Her currently employer, the BBC—Selwyn is Head of Rights and Commercial Exploitation for BBC News—is renowned for being stodgy, a quality also evident in her two previous jobs, first at the New York Times for seven years, and then the Associated Press, initially in strategic planning in New York and then with T.V. news in London, her home since 1998. Selwyn joined the Beeb in May 2000.
She admits that the technology upsurge in recent years presented “groovier and greener pastures,” but she stayed where she was, suspicious that technology alone was as dominant as it was cracked up to be.

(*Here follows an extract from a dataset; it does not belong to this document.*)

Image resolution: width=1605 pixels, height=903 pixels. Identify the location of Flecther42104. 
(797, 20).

“Like the ice age or industrial age or other major epochs, the digital age poses the challenges of adaptation. It is not primarily about a technological boom. The main question involves those companies which will change, be flexible and establish real brand equity and value. Stodgy old companies like the BBC and the New York Times will be leaders if they can change.”
Can they?
Two decades ago, “the New York Times had no idea who read its newspaper. Its buyers were newsstand readers. This stodgy company realised it needed home delivery.” Through home delivery, “the Times obtained a database which it then managed.” At last, the New York Times started to learn about its customers—and was startled by much of what it learned. It reached out in new ways to its new-found readers.
When CNN brought sudden competition to the BBC, the latter’s market share dropped from 40 to 28 per cent. “The corporation embarked on a huge cultural and operational change and also started catering to special interests and audiences, such as food and children,” Selwyn explained. “The BBC website is the most heavily visited non-porn site in Europe, with 95 million hits per month.”

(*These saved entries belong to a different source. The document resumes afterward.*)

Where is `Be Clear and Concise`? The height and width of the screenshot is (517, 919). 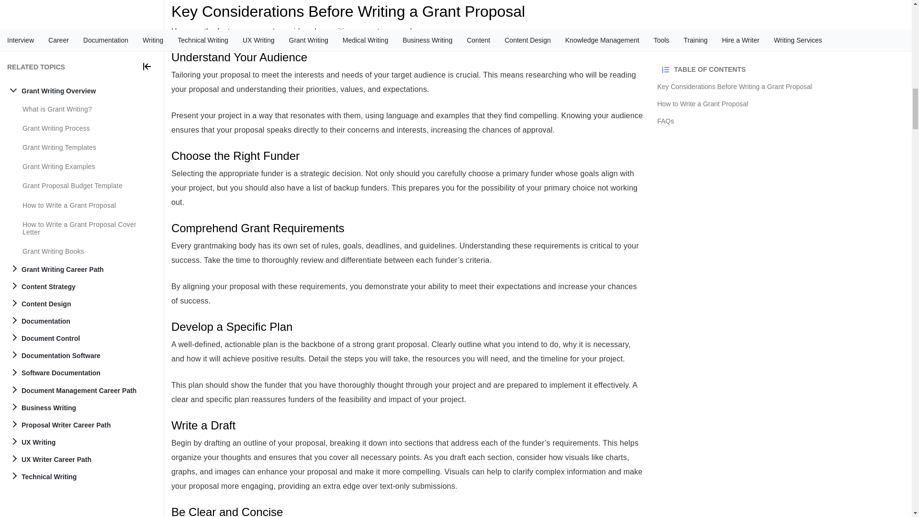
Be Clear and Concise is located at coordinates (407, 511).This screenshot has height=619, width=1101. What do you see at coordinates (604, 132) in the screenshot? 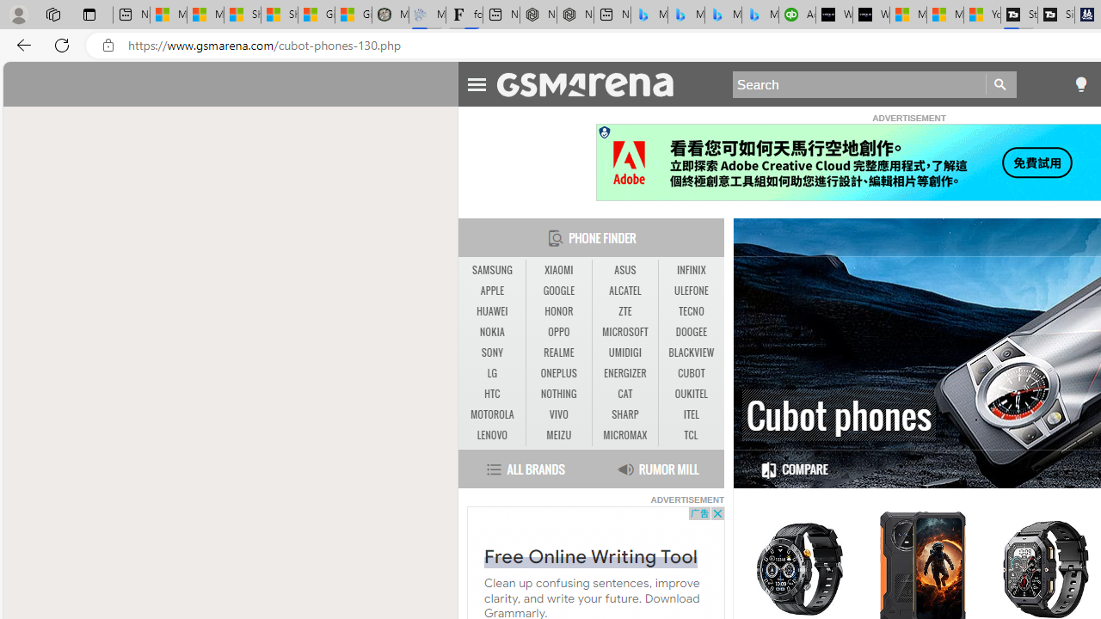
I see `AutomationID: button` at bounding box center [604, 132].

With reporters and cameramen around the world, the BBC sells content to other news providers, such as Yahoo, and it also buys in some content. “With a high quality brand, it will be easier to sell to other providers, but it is not as easy as it sounds,” she said.
“These stodgy news organizations have to take their business models and re-think them. They need to focus on digital rights and syndication, think creatively, partner with organizations that they never thought they would partner with, and become commercially savvy. “The market impetus is there. Companies like Yahoo want us to figure this out because they want good quality reliable interesting material.”
The impact of interactive television, mobile phones and other technological wizardry remains to be seen. “It is not clear what platform will predominate. But if you are not in it now, chances are that you won’t be a player when it does take off.”
Selwyn believes that stodgy companies that can be flexible in times of change will not only succeed but “will achieve leadership positions. As the evidence of the last twenty years indicates, this is working with change, not walking with dinosaurs.”